Hi @adzeeman, sorry about the headache. To give you a little background, get-poetry.py was deprecated with a warning message for over a year (and the replacement was available for 6 months before the deprecation) – however usage of the script in production with no pinned version was much more common than we thought.

Thus, when 1.2.0 was released, the old installer would break as it would select the latest stable version for install, and then realize that 1.2.0 wasn’t installable. As a compromise it was suggested that the installer fall back to 1.1.x with loud warnings in that situation – we did so, but the with addition of a random failure percentage to try and force investigation and migration, since clearly warning messages, blog posts, and release notes had not made those downloading the script from our repo sufficiently aware.

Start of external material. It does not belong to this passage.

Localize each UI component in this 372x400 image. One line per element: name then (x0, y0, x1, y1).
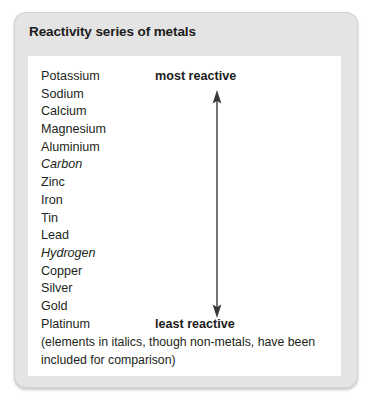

I am open to the idea of considering an explicit --version to be an opt-out of the failure chance, but I hesitate because the eventual (total) removal of this script in several months will likely cause similar heartache. If we get it out of the way now, that may be for the best, even if it causes more pain and confusion now.

This was not meant to happen at the same time as 1.2.0 – honestly the plan was to get rid of get-poetry.py before the 1.2.0 release, but we simply didn’t have the bandwidth and the issue forced itself with the new stable release.

Since the cat is already out of the bag, do you think allowing for --version to silently continue is really any better since we still need to remove this installer? Note that the new installer has long been able to install Poetry 1.1 – the release branches and installers have no intrinsic ties, beyond 1.2 lacking the build machinery to produce get-poetry.py-compatible archives.

Finally, sorry again about the pain here – deprecating the get-poetry.py script was thought to have been a solved problem a year ago, though it is clear that the message the script printed for the last 12 months could have been more clear on the nature of the upcoming breakage. Future deprecations of similar tools (e.g. install-poetry.py in this repo) will be informed by this experience.